Dr Jacques COULARDEAU, University Paris Dauphine & University Paris 1 Pantheon Sorbonne
Uncomfortable masterpiece.
Submitted on: 2005-11-10
In 1992, John Zorn, then best known for his Game Pieces, tribute albums and the more recent genre-defying triumph of Naked City, entered the studio to record his first real exploration of his Jewish Heritage-- a musical tapestry to represent "Kristallnacht", or the Night of Broken Glass. For those unaware of the incident-- Nazi Germany planned a coordinated attack on the evening of November 9, 1938 on Jewish businesses and synagogues-- destroying everything they could-- 7500 business were destroyed, over 250 synagogues were burned, and nearly a hundred Jews murdered. This is the subject for which "Kristaalnacht" was written.

In the studio, Zorn assembled a small ensemble-- Mark Feldman (violin), Marc Ribot (guitar), Anthony Coleman (keyboards), Mark Dresser (bass) and William Winant (percussion), along with David Krakauer (clarinet and bass clarinet) and Frank London (trumpet) on a pair of tracks-- to record the seven movement piece. It is, in all senses, a modern masterpiece, one of the most beautiful and horrible statements of music ever made, and it may well be the most powerful recording in the catalog of John Zorn.
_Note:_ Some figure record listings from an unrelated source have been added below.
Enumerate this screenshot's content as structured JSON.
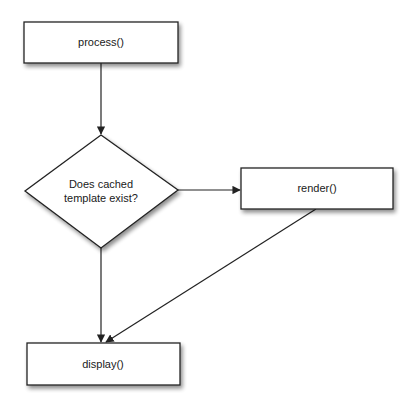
{
  "diagram": {
    "type": "flowchart",
    "colors": {
      "stroke": "#222222",
      "fill": "#ffffff",
      "shadow": "#9a9a9a",
      "text": "#1a1a1a"
    },
    "nodes": {
      "process": {
        "shape": "rectangle",
        "label": "process()"
      },
      "decision": {
        "shape": "diamond",
        "label_line1": "Does cached",
        "label_line2": "template exist?"
      },
      "render": {
        "shape": "rectangle",
        "label": "render()"
      },
      "display": {
        "shape": "rectangle",
        "label": "display()"
      }
    },
    "edges": [
      {
        "from": "process",
        "to": "decision",
        "label": ""
      },
      {
        "from": "decision",
        "to": "render",
        "label": ""
      },
      {
        "from": "decision",
        "to": "display",
        "label": ""
      },
      {
        "from": "render",
        "to": "display",
        "label": ""
      }
    ]
  }
}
"Kristaalnacht" contains a bit of everything-- opening with a loping klezmer piece ("Shtetl"), ominous and dark, with the brief, melancholy lines over accordian interspersed with recordings of Adolf Hitler. This gives way into the justifiably noteworth "Never Again"-- twelve minutes of the sound of glass breaking punctuated by the sound of running and brief musical interludes-- Zorn warns against repeated listens, but after the moody openers, it's a thing of tortorous emotion. Most importantly, it accomplishes what it sets out to do.

When it does finally end, the piece moves in dozens of different directions-- "Tikkun" feels like after the storm, where the air is still electric but somehow stil, "Tzfia" finds Zorn's cartoon influence and the Naked City soiund coming forth, brief interludes and seemingly random swaps of sounds and instrumentation dominate the piece, no one sound stays present for more than 20 or 30 seconds. When the piece does settle (in the track "Barzel"), it is frantic, angry and uncomfortable, and certainly hard to process and understand. The album closes on a frantic note-- the genre defying, guitar driven "Gariin" is something totally unique, over frantic percussion and a walking bass line, Ribot manages some of the most astonishing guitar playing you've ever heard.
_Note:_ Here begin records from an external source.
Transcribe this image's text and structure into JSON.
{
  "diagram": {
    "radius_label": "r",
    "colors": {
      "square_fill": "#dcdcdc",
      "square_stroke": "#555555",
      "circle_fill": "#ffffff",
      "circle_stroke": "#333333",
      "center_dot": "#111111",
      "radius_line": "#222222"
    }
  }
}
When it's over, it's an experience. While I think Zorn has done better work than "Kristaalnacht", I don't think anything in his catalog quite matches its power. Highly recommended.
Great and scary album; beware the second track!
Submitted on: 2004-04-27
I've got about 30 Zorn albums, and this is one of the greats. Not one of the more listenable albums, though there are some great Klezmer-inspired pieces here. The second track is like being inside the breaking glass of Kristallnacht, and it's not a listening experience that I can recommend more than once or twice--in fact, it's the only piece on the album that didn't make it to my iPod.

But the rest of the album is chilling, effective, and terrific.